Scale accuracy and detail
For this hobby, scale is not a minor detail. A figure that is slightly off can make a whole display feel wrong, especially in 1:64 where the margin for error is small. That is one reason many builders prefer buying physical resin figures from a specialist who already understands miniature proportions and use cases.
An STL file may be perfectly modeled, but the final result still depends on how it is printed. Orientation affects surface quality. Shrinkage can alter fit. Cleanup can soften edges on smaller figures. In larger scales, those issues may be easy to manage. In smaller scales, they show up quickly.
Physical resin figures remove some of that uncertainty. You are judging the final object, not the potential of the digital file. For collectors who need a dependable addition to a diecast scene, that is often the safer route.
Which option is better for painting and finishing?
Both options can paint well, but the prep experience is different. With a finished resin figure, the early technical work is mostly done. You may still sand a support mark or wash the piece, but you are generally closer to primer and paint.
With an STL you print yourself, paint prep starts after a longer chain of steps. Washing, curing, removing supports, and cleaning up surfaces all affect the final finish. If done well, the painted result can be excellent. If rushed, the flaws will show through every layer.
For hobbyists who enjoy painting more than printing, physical resin figures are usually the smoother path. For those who want complete control from file to finished model, STLs offer that control, but they demand more from you.

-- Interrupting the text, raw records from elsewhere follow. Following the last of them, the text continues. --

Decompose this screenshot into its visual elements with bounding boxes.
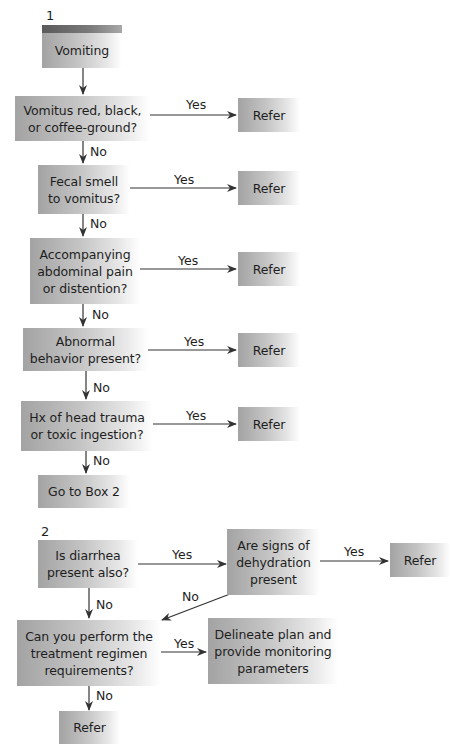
goto-box-2-node: Go to Box 2 <box>38 475 130 508</box>
no-label: No <box>182 589 199 604</box>
no-label: No <box>96 688 113 703</box>
node-label: Go to Box 2 <box>48 483 120 500</box>
no-label: No <box>96 597 113 612</box>
decision-dehydration: Are signs of dehydration present <box>227 529 320 595</box>
decision-head-trauma: Hx of head trauma or toxic ingestion? <box>21 401 153 451</box>
no-label: No <box>90 144 107 159</box>
yes-label: Yes <box>178 253 198 268</box>
yes-label: Yes <box>344 544 364 559</box>
node-label: Refer <box>253 261 286 278</box>
refer-node-3: Refer <box>238 252 300 286</box>
node-label: Refer <box>253 416 286 433</box>
decision-fecal-smell: Fecal smell to vomitus? <box>38 165 130 214</box>
node-label: Vomitus red, black, or coffee-ground? <box>24 102 142 136</box>
no-label: No <box>90 216 107 231</box>
decision-abdominal-pain: Accompanying abdominal pain or distentio… <box>30 238 140 304</box>
node-label: Vomiting <box>55 42 109 59</box>
section-number-1: 1 <box>46 8 54 23</box>
decision-abnormal-behavior: Abnormal behavior present? <box>23 328 148 371</box>
node-label: Accompanying abdominal pain or distentio… <box>37 246 132 297</box>
plan-node: Delineate plan and provide monitoring pa… <box>208 618 338 684</box>
yes-label: Yes <box>174 636 194 651</box>
refer-node-2: Refer <box>238 171 300 205</box>
node-label: Abnormal behavior present? <box>30 333 141 367</box>
yes-label: Yes <box>186 408 206 423</box>
node-label: Delineate plan and provide monitoring pa… <box>214 626 331 677</box>
refer-node-4: Refer <box>238 333 300 367</box>
node-label: Hx of head trauma or toxic ingestion? <box>29 409 145 443</box>
node-label: Fecal smell to vomitus? <box>48 173 120 207</box>
yes-label: Yes <box>184 334 204 349</box>
refer-node-dehydration: Refer <box>390 543 450 577</box>
yes-label: Yes <box>172 547 192 562</box>
decision-diarrhea: Is diarrhea present also? <box>38 540 138 588</box>
node-label: Are signs of dehydration present <box>236 537 311 588</box>
refer-node-final: Refer <box>59 711 120 744</box>
node-label: Refer <box>404 552 437 569</box>
decision-treatment-regimen: Can you perform the treatment regimen re… <box>17 620 161 686</box>
node-label: Is diarrhea present also? <box>47 547 129 581</box>
node-label: Refer <box>253 107 286 124</box>
no-label: No <box>92 307 109 322</box>
section-number-2: 2 <box>41 524 49 539</box>
node-label: Refer <box>73 719 106 736</box>
node-label: Refer <box>253 342 286 359</box>
start-node-vomiting: Vomiting <box>42 25 122 68</box>
no-label: No <box>93 453 110 468</box>
node-label: Refer <box>253 180 286 197</box>
refer-node-5: Refer <box>238 407 300 441</box>
node-label: Can you perform the treatment regimen re… <box>25 628 153 679</box>
no-label: No <box>93 380 110 395</box>
refer-node-1: Refer <box>238 98 300 132</box>
yes-label: Yes <box>174 172 194 187</box>
decision-vomitus-color: Vomitus red, black, or coffee-ground? <box>15 96 150 141</box>
yes-label: Yes <box>186 97 206 112</box>
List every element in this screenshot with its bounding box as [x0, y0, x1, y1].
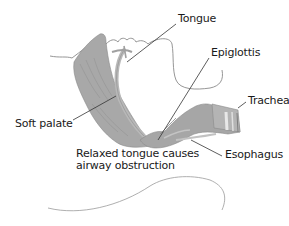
anatomy-illustration [0, 0, 289, 226]
label-trachea: Trachea [248, 95, 289, 107]
tongue-leader [127, 24, 176, 62]
label-esophagus: Esophagus [225, 149, 283, 161]
label-epiglottis: Epiglottis [211, 47, 260, 59]
label-soft-palate: Soft palate [15, 118, 73, 130]
teeth-outline [106, 38, 148, 44]
caption-line-2: airway obstruction [76, 160, 199, 172]
airway-obstruction-diagram: Tongue Epiglottis Trachea Soft palate Es… [0, 0, 289, 226]
trachea-leader [238, 102, 246, 108]
diagram-caption: Relaxed tongue causes airway obstruction [76, 148, 199, 172]
label-tongue: Tongue [178, 13, 216, 25]
chin-outline [48, 177, 225, 211]
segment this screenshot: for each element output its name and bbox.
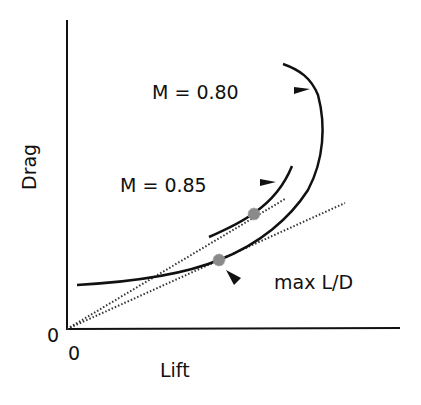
max-ld-marker-m085 <box>248 208 260 220</box>
diagram-canvas <box>0 0 421 405</box>
x-axis <box>66 328 400 329</box>
arrowhead-m085-icon <box>260 179 276 186</box>
arrowhead-maxld-icon <box>226 270 241 285</box>
x-axis-label: Lift <box>160 361 190 380</box>
max-ld-marker-m080 <box>213 254 225 266</box>
label-m085: M = 0.85 <box>120 176 207 195</box>
curve-m085 <box>209 166 292 237</box>
x-origin-tick: 0 <box>68 344 80 363</box>
arrowhead-m080-icon <box>294 87 310 94</box>
drag-polar-diagram: M = 0.80 M = 0.85 max L/D Lift Drag 0 0 <box>0 0 421 405</box>
y-origin-tick: 0 <box>47 326 59 345</box>
label-max-ld: max L/D <box>274 273 353 292</box>
label-m080: M = 0.80 <box>152 83 239 102</box>
y-axis-label: Drag <box>18 144 40 190</box>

When each one makes the most sense
Choose resin figures if you want a ready-to-use physical product, need dependable scale results, or simply want to focus on building and painting your display. This is often the right move for collectors, photographers, and diorama builders who need a figure that works now, not after a test-print cycle.
Choose STL files if you already print at home, want to make multiple copies, or need flexibility across different scales and project types. This is especially practical for advanced hobbyists who treat 3D printing as part of the build process rather than a separate technical hurdle.
For some builders, the answer is both. You might buy physical resin figures for your core display pieces and use STL files for background figures, crowd scenes, or custom one-off experiments. That mixed approach is common because different projects have different demands.
At DoubleGDiecast, we see this split all the time. Some customers want finished figures they can place into a scene right away. Others want STL files or custom-scale printing because their project falls outside the standard catalog. Neither approach is wrong. It just depends on how you like to build.
If your bench time is limited, the best choice is usually the one that keeps your project moving. A good figure is not just about detail on paper. It is about getting the right scale, the right pose, and the right result into your scene without adding unnecessary work.